The reason is correlation, not causation. Long-form content tends to:
The lesson: write long because your topic demands depth, not to hit an arbitrary word count target.
The single most important factor in determining ideal word count is search intent — what the searcher is actually trying to accomplish. Different intents demand different content depths.
Guides, how-tos, explainers. Users want to learn.
Typical: 1,500–3,500 words
Reviews, comparisons, "best of" lists. Users comparing options.
Typical: 1,200–2,500 words
Product pages, landing pages. Users ready to act.
Typical: 300–800 words
Users looking for a specific site or page. Minimal content needed.
Typical: 100–300 words
Mismatching content length to intent is one of the most common SEO mistakes. Writing a 4,000-word essay for a transactional product page confuses users and adds no ranking benefit. Conversely, a 400-word "guide" to a complex technical topic fails to satisfy informational searchers and will be outranked by more thorough pages.
Backlinko's large-scale analysis found that the average content length of a page ranking in Google's top 10 results was 1,447 words. Pages ranking first averaged slightly longer content than those ranking lower on page one.
Ahrefs found that longer content earns significantly more referring domains (backlinks).
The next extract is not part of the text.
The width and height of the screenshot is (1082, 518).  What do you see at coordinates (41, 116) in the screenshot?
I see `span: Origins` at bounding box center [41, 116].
Pages with 3,000+ words attracted an average of 77.2% more referring domains than short-form content.
HubSpot found that blog posts between 2,250 and 2,500 words drove the most organic traffic on their own blog. Posts in the 1,760–2,400 word range received the most shares on social media.
All of these studies show correlation. Well-established sites with strong domain authority rank longer content because they invest in comprehensive, well-researched writing. Padding a thin article with extra words does not replicate this effect.
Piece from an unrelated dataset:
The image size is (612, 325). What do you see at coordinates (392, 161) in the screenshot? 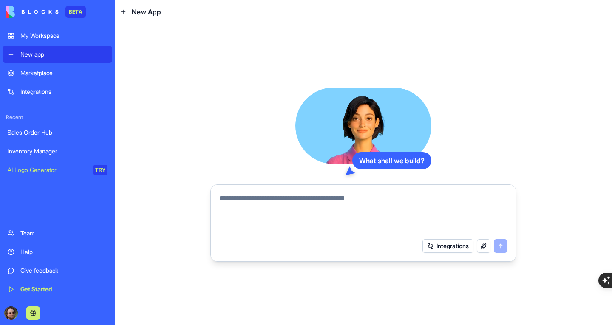
I see `div: What shall we build?` at bounding box center [392, 161].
Not every query benefits from a long answer. Short content outperforms long content in these scenarios:
Long-form content tends to rank higher for competitive informational queries because it covers a topic more comprehensively, attracting more backlinks and satisfying a wider range of related search intents. However, content padded purely for length performs worse than focused, shorter content that fully answers the query.
There is no minimum as a Google ranking rule. Pages under 300 words are often considered ‘thin content’ and may struggle to rank. For blog posts and articles, 600–800 words is a practical minimum to cover a topic with any depth.
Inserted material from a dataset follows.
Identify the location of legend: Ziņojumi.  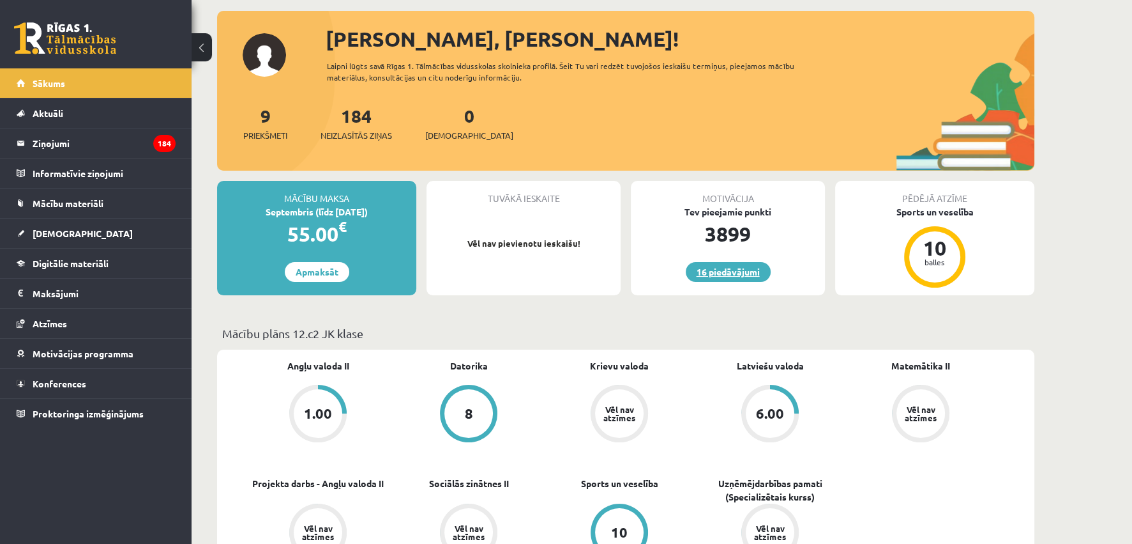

Search your target keyword and analyse the top 5–10 ranking pages. Note their word counts. Aim to match or exceed the average length while ensuring your content adds genuine value beyond what is already ranking.
Yes. Google's Helpful Content system and manual quality raters both assess content depth. Pages with very little substantive information — regardless of total word count — can be rated as low quality. Thin content may be filtered out of results or ranked so low as to receive no traffic.